Letters from Maine

Hidden costs


 

By the time you reach age 55, 18% of your pediatrician colleagues – or you yourself – will have been sued for malpractice. As many as 64% of your brother and sister obstetrician-gynecologists will have suffered the same fate. These numbers come from a pool of recent data released by the American Medical Association that suggest that nearly half of physicians in this country will be sued for malpractice by age 55 years.

the scales of justice in a courtroom are shown tomloel/ThinkStock
A related release by the AMA details the outcomes and financial costs of malpractice suits between 2006 and 2015 (“Medical professional liability insurance indemnity payments, expenses, and claim disposition, 2006-2015,” by Jose R. Guardado, PhD, AMA Policy Research Perspectives, 2018). In a press release accompanying the publication of these two studies AMA President David O. Barbe, MD, MHA, observes, “Even though the vast majority of claims are dropped, dismissed, or withdrawn, the heavy cost associated with a litigious climate takes a significant financial toll on our health care system when the nation is working to reduce unnecessary health care costs.”

I have read the AMA’s press release and the two studies several times and didn’t see a single reference to the emotional toll taken on the health care providers who have been sued. Of course, although it is easy to imagine that the human cost of a malpractice suit is probably high, it is not one of those figures that the number crunchers can find in their data sets and spreadsheets.

As someone who has endured a malpractice suit that went to trial, I can bear personal witness to the emotional challenges that come with litigation. Although a case that goes to trial is unusual (7%), most cases like ours are won by defendants (87.5%). That number was of little or no reassurance to me and my codefendants. Every waking hour during the 7 years that it took our case to play out was darkened by the threat to my professional career. Every trip to the mailbox was an exercise in courage. Would there be another piece of voluminous communication to remind me of the terrible reality?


* EXERCISE OBJECTIVE *
From the entries below, report only the number of lines that contain the word "units".
++++ PROVIDED RECORDS
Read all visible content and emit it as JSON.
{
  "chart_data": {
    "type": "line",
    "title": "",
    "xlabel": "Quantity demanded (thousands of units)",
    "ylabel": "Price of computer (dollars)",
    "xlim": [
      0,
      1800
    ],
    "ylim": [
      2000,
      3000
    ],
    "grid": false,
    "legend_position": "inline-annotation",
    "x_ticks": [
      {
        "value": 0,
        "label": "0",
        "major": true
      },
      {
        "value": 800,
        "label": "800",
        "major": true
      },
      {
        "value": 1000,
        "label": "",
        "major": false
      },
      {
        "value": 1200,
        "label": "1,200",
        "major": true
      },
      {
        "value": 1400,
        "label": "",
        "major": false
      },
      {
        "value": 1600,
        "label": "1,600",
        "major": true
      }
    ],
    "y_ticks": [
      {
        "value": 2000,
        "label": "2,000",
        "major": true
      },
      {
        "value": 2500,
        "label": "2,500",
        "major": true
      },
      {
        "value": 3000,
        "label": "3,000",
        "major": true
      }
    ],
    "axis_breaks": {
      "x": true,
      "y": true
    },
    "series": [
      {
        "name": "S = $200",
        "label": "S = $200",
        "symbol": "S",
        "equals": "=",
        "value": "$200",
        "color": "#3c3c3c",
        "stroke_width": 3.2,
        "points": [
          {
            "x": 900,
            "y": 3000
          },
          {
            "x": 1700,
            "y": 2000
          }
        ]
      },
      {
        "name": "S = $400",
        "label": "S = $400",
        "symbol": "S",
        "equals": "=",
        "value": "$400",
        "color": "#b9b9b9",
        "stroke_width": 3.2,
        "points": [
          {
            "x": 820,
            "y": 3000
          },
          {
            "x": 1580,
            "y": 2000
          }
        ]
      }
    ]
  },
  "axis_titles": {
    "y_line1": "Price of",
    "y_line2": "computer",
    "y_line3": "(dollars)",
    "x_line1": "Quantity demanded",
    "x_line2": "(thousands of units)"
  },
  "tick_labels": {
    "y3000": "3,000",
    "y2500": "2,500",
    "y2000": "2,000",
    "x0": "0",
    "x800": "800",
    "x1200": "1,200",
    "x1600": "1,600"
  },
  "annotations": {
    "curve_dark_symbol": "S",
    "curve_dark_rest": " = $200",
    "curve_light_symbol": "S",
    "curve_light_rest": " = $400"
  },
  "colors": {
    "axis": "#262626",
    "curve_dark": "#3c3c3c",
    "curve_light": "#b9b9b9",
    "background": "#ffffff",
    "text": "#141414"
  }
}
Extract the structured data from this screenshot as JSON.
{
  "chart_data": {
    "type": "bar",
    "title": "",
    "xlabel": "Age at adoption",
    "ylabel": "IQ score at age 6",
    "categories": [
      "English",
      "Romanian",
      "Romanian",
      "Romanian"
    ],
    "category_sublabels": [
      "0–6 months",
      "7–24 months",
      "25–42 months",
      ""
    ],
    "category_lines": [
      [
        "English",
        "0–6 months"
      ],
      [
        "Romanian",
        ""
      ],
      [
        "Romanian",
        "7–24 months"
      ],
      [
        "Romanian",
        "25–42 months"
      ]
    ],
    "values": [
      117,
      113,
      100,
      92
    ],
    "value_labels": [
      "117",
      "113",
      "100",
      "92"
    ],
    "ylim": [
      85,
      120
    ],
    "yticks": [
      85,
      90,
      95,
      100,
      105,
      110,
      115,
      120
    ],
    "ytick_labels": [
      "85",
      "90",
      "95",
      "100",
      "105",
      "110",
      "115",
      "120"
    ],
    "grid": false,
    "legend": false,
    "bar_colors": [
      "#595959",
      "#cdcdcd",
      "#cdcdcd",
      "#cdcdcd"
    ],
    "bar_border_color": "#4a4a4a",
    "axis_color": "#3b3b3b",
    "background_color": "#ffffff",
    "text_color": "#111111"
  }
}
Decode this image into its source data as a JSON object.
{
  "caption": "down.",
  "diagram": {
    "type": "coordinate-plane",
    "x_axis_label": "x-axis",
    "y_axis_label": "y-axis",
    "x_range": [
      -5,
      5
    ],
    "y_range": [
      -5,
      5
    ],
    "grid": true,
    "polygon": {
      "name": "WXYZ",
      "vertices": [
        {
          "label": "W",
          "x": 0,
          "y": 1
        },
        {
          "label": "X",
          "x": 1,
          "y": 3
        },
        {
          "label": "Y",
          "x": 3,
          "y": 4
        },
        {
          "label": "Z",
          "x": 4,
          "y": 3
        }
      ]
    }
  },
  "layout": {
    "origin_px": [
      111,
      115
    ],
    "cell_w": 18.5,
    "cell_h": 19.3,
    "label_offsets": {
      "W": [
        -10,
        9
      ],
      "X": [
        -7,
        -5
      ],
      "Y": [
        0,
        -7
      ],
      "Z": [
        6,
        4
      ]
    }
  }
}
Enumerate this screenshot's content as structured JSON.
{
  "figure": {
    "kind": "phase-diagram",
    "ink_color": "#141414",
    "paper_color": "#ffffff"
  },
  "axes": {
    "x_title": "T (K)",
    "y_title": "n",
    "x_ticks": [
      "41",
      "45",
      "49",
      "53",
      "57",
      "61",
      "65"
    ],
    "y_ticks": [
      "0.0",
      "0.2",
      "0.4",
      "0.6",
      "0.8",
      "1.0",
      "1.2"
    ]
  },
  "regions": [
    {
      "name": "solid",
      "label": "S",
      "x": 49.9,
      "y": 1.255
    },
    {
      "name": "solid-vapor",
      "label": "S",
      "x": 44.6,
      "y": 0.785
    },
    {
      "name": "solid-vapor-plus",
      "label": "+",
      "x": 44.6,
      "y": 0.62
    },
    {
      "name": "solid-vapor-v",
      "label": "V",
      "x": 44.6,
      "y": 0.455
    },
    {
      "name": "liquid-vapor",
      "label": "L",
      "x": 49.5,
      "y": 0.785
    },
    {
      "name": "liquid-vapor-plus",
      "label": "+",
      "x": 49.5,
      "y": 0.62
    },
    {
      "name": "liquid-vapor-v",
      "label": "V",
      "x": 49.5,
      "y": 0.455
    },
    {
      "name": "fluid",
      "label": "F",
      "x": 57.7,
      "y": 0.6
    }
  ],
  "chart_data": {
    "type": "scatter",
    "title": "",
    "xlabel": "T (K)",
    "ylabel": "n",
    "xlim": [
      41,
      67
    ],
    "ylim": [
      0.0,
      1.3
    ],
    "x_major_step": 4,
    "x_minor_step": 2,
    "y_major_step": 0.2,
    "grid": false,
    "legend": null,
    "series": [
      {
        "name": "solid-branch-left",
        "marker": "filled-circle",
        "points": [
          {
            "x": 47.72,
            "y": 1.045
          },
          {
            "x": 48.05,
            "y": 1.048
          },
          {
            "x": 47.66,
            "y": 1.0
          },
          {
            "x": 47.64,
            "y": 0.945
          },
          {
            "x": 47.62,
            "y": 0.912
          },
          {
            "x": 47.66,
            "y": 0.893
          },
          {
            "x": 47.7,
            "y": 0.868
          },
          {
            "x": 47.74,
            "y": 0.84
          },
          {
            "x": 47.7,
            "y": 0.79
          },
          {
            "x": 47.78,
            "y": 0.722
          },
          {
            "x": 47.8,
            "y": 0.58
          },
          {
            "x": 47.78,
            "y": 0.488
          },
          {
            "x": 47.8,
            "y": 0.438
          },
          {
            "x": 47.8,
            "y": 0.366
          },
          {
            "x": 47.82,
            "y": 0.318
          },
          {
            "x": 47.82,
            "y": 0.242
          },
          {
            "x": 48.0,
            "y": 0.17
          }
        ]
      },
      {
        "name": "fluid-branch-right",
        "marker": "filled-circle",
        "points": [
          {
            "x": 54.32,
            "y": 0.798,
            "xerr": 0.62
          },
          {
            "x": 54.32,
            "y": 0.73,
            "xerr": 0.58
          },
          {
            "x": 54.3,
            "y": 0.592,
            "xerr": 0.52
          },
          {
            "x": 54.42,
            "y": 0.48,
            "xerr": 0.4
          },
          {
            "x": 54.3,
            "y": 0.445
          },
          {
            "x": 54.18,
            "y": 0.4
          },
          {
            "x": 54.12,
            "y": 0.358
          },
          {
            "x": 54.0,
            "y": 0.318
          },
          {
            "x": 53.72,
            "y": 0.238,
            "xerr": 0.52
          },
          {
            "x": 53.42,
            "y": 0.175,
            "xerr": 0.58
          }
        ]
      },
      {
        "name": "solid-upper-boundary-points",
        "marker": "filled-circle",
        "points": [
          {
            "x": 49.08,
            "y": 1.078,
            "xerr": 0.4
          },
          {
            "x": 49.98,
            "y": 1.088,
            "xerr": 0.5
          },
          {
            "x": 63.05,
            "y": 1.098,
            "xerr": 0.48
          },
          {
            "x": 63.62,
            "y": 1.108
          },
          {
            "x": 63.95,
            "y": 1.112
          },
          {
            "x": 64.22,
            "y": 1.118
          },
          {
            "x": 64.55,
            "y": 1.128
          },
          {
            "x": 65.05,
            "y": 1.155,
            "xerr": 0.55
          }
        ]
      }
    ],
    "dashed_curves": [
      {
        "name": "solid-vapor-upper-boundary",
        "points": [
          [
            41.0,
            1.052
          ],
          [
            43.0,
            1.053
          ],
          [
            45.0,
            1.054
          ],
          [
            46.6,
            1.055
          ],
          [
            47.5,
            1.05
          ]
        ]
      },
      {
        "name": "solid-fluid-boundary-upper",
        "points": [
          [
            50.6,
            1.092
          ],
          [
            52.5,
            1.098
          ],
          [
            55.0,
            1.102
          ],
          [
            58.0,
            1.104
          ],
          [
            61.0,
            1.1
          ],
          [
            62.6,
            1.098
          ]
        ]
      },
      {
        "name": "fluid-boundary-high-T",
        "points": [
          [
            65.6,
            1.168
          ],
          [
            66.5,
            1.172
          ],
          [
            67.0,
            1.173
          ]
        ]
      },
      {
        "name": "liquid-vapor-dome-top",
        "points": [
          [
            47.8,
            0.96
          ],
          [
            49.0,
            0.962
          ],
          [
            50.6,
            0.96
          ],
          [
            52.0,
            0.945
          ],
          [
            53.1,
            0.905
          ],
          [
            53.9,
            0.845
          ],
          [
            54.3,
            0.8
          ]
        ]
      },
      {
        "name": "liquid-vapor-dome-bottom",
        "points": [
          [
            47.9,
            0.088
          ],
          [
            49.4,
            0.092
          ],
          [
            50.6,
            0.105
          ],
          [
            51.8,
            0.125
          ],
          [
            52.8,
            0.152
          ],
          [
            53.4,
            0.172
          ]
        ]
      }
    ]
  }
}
++++++++
* THE ANSWER *
2